I have found that it also helps you change the way you frame the
activity of trading, because the game focuses on systems results and
strips away entries, setups and the other false control illusions
that traders inevitably get wrapped up in. At first it didn't feel
like trading, because it didn't focus on the things that I did when
I traded, but gradually it did.
It dawned on me that I might not be focusing on the right areas. The
opportunity to view a trading system as the random distribution of
hundreds or thousands of independent trials changed my view about my
ability to "change the markets", and focusing on maximizing system
outcomes has given me a fresh perspective on trading, systems
development, and risk. —Alan Stevens, Boulder CO
This is what Dr. Alexander elder says in "Trading for a Living" - an
international best seller:
Successful trading depends on 3 Ms - Mind, Method, Money.

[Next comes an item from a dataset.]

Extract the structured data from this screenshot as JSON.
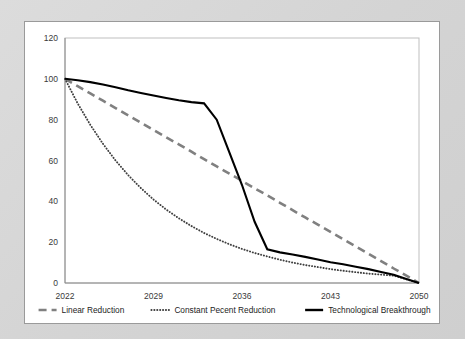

Mind refers to your trading Psychology. Your must follow certain
Psychological rules that lead to winning when faithfully applied and
avoid pitfalls that become death traps for most losers.
Method refers to how you find your trades - how you decide what to
buy and sell. Each trader needs a method for specific stocks,
options, or futures as well as rules for "pulling the trigger" -
deciding exactly when to buy and sell.
Money refers to how you manage your capital. You may have a
brilliant trading system, but if your MM is poor, you are guaranteed
to lose money. A single unlucky trade can destroy your account if
MM is not in place.
People ask me sometimes which of the 3 is most important. I
answer - imagine sitting on a 3 legged stool. It is pretty stable,
but try getting comfortable sitting on that stool after taking away
any of its 3 legs. Now please tell me which of the 3 legs is most
important?
VT considers Method as "false control illusions", while AE considers
it as an integral part of any successful system.
Draw your own conclusions.
rgds, Pal
--- In amibroker@xxxxxxxxxxxxxxx, Franco Gornati
<francogornati@xxxx> wrote:
> quanttrader714 wrote:
>
> > Where are you getting random systems from? Van Tharp
specifically
> > says that a system must have a positive expectancy to make
money. In
> > other words, an edge. Nothing random about that. Does this
mean the
> > concept of randomness has no valid role to play? Absolutely not.
>
> Mark, expectancy is only drawn from a *random* variable. You
should know
> its distribution. How do you know its distribution? It's
subjective, it
> doesn't 'exist', you guess it, it depends on information.
> Be careful not to confuse randomness with zero expectancy.